Mirror, Mirror

Astonishing memoirs by (and about) deeply repellent people

Liber Amoris: or, The New Pygmalion, by William Hazlitt (1823).
The hilariously squalid (and strangely affecting) record of the great nineteenth-century critic's erotic obsession with his landlady's daughter. Mother and daughter conspired to milk him for everything they could get. No one has written better about falling catastrophically in love with someone you know is completely unworthy of you.

A Disgraceful Affair: Simone de Beauvoir, Jean-Paul Sartre, and Bianca Lamblin, by Bianca Lamblin (1996).
A Jamesian parable set among Left Bank glitterati. Though not ostensibly written "out of revenge or retaliation," Lamblin's book is in fact a sapphic J'accuse! directed at Simone de Beauvoir. In the late 1930s, when Lamblin was a mixed-up lycée student, the Turbaned One seduced her ("both intellectually and sexually") and then handed her off—with breathtaking nonchalance—to her lover Sartre. He was just as vile, and not much to look at either. Quel bordel!

A Madman's Manifesto, by August Strindberg (1895). Strindberg intended this scabrous roman à clef about his tormented marriage to the actress and feminist Siri von Essen to serve as a suicide note. He got cold feet about killing himself but decided to humiliate her anyway by publishing this devil's banquet of unseemly allegations. (He accused Von Essen of promiscuity, drunkenness, and lesbianism.) A more loathsome yet absorbing example of misogynistic dementia would be hard to find.

Straight Life: The Story of Art Pepper, by Art and Laurie Pepper (1979).
An American genius going down the toilet. Some think Pepper the greatest jazz saxophonist after Charlie Parker. His chronicle (dictated to his last wife) of thievery, heroin addiction, balling dumb chicks, and serving five years in San Quentin is a rhapsodic riff on self-destruction. It is also one of the greatest, saddest autobiographies ever written.

Forgotten Fatherland: The Search for Elisabeth Nietzsche, by Ben Macintyre (1992).
The intrepid Macintyre took a boat trip into the Paraguayan jungle in 1991 in search of the surviving inhabi-tants of Nueva Germania—an abortive "Aryan" colony founded in the late nineteenth century by the ghastly Elisabeth Nietzsche, racist sister of the philosopher. He found a weird village of unreconstructed white supremacists—inbred, half mad, many of them still speaking a kind of zombie German—and heard some curious and frightening stories about Josef Mengele. A true-life Heart of Darkness.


Using the line that has "Please detect <item>tree</item> in the image." as the starting point, print each line to the end of the material below word for word. Add no other lines.

**Data for processing**
————————
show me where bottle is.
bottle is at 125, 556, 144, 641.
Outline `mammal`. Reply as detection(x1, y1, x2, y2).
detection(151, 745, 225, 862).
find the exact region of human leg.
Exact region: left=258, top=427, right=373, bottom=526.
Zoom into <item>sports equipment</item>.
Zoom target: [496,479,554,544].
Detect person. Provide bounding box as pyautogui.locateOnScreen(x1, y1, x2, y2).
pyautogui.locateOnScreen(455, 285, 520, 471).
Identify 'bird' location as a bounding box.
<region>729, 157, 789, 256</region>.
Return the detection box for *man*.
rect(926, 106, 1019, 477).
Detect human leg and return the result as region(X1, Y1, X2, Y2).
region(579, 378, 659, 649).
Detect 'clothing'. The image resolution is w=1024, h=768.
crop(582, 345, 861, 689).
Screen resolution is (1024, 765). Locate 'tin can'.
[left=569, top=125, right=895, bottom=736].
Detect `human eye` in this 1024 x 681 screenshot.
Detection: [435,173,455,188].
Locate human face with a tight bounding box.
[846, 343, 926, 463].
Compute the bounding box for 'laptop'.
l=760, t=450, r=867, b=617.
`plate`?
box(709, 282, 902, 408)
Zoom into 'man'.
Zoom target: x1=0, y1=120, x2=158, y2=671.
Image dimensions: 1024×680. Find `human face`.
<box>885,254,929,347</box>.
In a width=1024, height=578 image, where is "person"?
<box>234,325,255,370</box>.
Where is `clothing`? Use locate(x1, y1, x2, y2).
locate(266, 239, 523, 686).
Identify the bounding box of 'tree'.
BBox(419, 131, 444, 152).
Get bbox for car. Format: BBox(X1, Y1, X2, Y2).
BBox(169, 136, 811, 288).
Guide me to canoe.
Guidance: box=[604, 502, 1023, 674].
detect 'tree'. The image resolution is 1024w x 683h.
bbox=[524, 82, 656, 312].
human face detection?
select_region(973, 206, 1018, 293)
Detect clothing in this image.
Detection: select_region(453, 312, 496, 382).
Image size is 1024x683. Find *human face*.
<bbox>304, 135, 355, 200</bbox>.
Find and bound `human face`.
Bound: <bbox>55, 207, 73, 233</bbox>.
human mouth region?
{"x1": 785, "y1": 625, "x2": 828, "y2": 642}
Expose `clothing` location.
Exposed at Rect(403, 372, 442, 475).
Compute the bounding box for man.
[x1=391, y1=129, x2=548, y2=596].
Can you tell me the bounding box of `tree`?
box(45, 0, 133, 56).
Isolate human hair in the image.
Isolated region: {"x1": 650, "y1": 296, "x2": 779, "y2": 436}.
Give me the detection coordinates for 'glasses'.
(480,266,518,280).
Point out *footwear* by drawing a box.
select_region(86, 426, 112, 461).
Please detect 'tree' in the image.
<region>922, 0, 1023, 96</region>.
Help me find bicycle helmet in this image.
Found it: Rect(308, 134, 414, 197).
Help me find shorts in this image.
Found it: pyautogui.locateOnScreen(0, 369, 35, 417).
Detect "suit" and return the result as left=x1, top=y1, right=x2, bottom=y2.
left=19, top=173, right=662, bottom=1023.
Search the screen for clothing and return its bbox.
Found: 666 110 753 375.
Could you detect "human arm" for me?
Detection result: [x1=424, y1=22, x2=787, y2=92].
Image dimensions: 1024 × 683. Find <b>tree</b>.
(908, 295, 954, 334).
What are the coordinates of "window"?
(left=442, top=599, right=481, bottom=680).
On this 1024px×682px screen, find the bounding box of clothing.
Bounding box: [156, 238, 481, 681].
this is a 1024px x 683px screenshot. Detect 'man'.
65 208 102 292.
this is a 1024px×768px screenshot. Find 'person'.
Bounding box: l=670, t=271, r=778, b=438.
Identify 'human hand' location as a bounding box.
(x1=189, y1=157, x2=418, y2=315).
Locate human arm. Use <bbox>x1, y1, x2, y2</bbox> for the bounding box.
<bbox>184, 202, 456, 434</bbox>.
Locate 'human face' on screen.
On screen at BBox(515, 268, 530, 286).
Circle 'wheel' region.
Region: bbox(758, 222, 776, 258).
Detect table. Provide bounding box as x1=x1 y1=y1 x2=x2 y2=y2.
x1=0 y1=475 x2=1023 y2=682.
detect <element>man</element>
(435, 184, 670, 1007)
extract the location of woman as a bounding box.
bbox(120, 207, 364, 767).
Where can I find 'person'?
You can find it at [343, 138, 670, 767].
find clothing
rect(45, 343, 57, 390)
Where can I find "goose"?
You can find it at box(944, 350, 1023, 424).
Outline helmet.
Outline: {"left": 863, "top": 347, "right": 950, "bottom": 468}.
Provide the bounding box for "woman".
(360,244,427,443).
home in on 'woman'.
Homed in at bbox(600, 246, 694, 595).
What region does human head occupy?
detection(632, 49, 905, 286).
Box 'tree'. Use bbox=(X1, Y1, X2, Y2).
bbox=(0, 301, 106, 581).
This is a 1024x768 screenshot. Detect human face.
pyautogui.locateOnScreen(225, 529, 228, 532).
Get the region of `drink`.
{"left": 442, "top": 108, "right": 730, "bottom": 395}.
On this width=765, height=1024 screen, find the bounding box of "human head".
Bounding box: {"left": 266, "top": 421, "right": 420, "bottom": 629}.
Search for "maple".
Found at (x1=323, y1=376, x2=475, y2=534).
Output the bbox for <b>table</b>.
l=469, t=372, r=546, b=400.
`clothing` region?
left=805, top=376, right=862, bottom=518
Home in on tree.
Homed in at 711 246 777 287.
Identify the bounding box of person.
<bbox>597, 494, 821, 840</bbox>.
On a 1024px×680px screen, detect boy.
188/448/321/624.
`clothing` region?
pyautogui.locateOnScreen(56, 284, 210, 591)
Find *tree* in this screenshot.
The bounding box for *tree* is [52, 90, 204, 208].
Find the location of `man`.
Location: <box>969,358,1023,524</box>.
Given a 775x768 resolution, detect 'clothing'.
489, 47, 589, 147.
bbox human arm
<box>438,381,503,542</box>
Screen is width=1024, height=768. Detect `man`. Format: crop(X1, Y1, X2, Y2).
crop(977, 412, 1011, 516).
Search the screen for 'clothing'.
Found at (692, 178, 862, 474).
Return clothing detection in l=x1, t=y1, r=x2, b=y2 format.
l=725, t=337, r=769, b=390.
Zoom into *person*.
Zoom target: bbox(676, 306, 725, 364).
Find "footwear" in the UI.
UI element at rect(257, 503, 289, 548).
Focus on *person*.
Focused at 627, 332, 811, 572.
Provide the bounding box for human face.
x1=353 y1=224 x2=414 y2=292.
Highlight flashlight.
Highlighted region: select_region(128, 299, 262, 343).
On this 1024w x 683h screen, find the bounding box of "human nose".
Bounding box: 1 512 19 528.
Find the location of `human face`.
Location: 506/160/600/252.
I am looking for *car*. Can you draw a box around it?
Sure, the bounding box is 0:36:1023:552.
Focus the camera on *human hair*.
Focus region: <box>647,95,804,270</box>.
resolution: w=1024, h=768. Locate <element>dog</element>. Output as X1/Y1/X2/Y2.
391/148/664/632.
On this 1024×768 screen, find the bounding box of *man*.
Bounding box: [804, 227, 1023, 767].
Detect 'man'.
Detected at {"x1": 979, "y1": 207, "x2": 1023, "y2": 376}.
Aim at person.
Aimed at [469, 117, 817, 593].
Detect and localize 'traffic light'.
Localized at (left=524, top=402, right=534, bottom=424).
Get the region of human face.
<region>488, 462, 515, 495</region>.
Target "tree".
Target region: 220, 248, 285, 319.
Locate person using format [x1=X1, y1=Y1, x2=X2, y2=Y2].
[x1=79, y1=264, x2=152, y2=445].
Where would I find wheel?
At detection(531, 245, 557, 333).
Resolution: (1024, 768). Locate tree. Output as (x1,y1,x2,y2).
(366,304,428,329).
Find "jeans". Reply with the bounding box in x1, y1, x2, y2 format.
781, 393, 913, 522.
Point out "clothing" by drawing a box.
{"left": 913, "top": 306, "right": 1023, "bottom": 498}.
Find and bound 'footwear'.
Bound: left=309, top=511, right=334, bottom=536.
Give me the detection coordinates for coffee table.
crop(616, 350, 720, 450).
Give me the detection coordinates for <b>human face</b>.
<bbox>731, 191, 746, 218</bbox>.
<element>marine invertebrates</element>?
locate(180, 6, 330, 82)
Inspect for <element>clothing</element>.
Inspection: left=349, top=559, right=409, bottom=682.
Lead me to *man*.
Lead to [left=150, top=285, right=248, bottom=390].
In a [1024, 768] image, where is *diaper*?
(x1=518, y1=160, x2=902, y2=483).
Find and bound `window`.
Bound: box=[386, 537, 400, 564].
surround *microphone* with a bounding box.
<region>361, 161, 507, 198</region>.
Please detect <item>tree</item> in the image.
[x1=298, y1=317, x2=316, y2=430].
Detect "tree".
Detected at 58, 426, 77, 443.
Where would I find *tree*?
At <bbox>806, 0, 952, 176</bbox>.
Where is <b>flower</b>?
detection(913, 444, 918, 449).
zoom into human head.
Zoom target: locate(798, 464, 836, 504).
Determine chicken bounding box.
————————
**Solution to the exercise**
Please detect <item>tree</item> in the image.
[x1=298, y1=317, x2=316, y2=430].
Detect "tree".
Detected at 58, 426, 77, 443.
Where would I find *tree*?
At <bbox>806, 0, 952, 176</bbox>.
Where is <b>flower</b>?
detection(913, 444, 918, 449).
zoom into human head.
Zoom target: locate(798, 464, 836, 504).
Determine chicken bounding box.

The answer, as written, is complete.